Porter’s strong work ethic got him to the top fast and kept him there long enough to rub shoulders with everybody who was anybody in showbiz. Ethel Merman, Fred Astaire, Sophie Tucker, Jimmy Durante, Noël Coward, Katharine Hepburn: Celebs such as these appear on almost every page. Zelda and F. Scott Fitzgerald pass through, as do the Duke and Duchess of Windsor.

His is not entirely a tale of champagne and caviar, though. His marriage to Linda Lee Thomas (“the most perfect woman in the world”) didn’t stop him from taking on scores of male lovers, though he agonized over her emphysema and grieved her death. He also had physical ailments of his own after a horse threw him and caused compound fractures in both legs. At first, the injuries didn’t seem to slow him much. But a few years before his death in 1964, his right leg was amputated, and his creative life came to a halt.

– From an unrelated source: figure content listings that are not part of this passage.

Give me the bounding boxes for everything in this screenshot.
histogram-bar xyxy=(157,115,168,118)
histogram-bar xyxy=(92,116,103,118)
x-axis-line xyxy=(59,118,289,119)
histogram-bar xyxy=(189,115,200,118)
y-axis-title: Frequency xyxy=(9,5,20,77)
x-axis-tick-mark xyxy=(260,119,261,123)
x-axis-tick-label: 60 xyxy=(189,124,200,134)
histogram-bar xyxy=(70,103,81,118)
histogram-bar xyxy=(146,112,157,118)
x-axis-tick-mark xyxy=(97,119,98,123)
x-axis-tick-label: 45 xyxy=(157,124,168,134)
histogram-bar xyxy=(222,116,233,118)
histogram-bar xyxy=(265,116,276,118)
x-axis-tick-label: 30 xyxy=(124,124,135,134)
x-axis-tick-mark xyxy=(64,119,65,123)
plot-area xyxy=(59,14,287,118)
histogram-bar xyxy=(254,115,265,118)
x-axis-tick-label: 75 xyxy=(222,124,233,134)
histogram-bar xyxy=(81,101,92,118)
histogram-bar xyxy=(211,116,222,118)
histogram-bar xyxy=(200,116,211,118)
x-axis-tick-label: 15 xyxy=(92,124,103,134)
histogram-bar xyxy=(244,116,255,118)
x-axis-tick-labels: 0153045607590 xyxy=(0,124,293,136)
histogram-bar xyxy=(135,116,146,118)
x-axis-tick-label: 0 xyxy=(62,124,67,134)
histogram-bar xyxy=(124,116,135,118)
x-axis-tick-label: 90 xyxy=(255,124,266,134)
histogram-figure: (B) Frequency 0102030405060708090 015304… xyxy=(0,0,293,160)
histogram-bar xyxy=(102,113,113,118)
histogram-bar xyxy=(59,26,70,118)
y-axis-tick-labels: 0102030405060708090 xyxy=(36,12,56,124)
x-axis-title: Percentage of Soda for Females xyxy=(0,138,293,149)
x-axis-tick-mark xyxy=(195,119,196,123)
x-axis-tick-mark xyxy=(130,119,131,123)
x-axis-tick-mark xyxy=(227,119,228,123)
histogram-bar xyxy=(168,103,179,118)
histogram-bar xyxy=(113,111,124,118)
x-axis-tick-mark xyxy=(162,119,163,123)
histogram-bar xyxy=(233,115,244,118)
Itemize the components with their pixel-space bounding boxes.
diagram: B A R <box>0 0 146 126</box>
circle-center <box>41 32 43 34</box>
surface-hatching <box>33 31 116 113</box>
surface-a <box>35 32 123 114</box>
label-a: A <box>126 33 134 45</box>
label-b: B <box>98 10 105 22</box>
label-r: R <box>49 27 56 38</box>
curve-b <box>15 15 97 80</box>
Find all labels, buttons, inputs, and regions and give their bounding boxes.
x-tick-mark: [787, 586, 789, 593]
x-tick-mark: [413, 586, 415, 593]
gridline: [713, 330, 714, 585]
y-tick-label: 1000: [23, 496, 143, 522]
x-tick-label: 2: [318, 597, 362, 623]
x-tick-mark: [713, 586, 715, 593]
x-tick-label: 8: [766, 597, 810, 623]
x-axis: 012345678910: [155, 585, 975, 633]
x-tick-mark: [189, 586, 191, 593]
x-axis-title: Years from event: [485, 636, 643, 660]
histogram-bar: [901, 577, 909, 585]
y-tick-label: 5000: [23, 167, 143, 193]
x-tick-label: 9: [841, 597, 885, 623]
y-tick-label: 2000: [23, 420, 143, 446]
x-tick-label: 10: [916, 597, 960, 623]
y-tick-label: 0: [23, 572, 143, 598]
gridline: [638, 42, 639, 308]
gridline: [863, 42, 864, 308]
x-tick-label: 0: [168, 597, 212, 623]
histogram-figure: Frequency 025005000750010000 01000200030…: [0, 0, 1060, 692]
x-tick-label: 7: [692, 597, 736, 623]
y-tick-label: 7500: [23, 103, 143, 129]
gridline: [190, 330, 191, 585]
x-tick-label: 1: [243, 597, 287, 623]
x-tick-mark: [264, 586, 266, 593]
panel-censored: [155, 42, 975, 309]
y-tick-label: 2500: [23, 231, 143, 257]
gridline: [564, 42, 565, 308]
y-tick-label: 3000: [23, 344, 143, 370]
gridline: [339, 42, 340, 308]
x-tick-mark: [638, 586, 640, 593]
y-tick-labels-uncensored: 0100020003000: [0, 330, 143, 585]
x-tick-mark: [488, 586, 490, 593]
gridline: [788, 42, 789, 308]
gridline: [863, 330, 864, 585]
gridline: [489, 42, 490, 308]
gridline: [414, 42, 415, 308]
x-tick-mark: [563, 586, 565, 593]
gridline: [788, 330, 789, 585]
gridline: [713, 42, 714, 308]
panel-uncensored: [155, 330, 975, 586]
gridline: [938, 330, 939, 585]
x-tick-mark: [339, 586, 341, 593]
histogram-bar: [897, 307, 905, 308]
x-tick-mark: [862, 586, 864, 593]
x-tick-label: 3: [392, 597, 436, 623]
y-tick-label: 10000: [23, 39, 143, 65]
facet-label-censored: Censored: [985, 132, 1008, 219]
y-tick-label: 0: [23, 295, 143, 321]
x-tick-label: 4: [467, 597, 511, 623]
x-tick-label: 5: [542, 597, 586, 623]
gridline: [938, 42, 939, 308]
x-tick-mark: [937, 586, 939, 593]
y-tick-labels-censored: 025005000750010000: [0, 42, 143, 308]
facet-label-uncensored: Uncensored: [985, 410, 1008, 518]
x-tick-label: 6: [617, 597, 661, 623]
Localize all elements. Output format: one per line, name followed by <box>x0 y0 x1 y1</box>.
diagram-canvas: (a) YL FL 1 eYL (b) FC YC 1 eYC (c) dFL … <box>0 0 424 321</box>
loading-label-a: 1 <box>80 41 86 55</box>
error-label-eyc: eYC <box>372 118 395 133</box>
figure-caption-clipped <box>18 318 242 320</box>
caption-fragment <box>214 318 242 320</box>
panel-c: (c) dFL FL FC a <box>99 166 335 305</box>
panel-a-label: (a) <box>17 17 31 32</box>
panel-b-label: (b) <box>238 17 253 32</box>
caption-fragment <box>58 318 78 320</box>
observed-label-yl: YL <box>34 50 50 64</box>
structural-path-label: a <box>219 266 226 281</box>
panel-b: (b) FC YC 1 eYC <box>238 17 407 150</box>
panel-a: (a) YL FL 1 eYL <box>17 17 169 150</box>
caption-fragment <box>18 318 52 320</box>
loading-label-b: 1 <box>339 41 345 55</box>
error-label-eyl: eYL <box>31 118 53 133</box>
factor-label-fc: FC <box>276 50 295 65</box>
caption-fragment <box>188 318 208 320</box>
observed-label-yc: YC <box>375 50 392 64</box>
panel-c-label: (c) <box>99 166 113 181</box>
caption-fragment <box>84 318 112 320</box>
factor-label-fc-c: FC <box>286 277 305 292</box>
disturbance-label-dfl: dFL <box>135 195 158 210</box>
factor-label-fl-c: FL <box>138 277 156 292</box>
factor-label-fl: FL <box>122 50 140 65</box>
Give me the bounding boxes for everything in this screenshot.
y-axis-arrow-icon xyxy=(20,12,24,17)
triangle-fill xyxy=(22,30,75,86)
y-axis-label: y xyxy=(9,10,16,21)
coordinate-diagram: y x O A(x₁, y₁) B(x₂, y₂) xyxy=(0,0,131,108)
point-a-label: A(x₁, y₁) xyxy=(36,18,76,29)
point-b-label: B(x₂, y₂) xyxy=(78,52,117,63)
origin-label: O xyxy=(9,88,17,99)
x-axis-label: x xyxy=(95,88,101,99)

Cole Porter lived long enough to see Kiss Me, Kate filmed in “that silly 3D.” He ultimately warmed to television, though when a musical revue of his songs aired in 1956, he insisted on overseeing every aspect of the staging. “I have been in love with every show I’ve written,” he said, “and it hurts and irritates me to hear one of my tunes mistreated.” Never one to underestim­ate his own achievemen­ts, the composer takes more than a little credit for helping the medium come of age. In the years BCP (Before Cole Porter), TV was “nice and folksy,” but “now she’s got class!”

Cole Porter overflowed with the one trait that all but guarantees artistic success: self-confidence. So he probably never believed his grandpa’s prophecy. But he sure showed the old guy, didn’t he?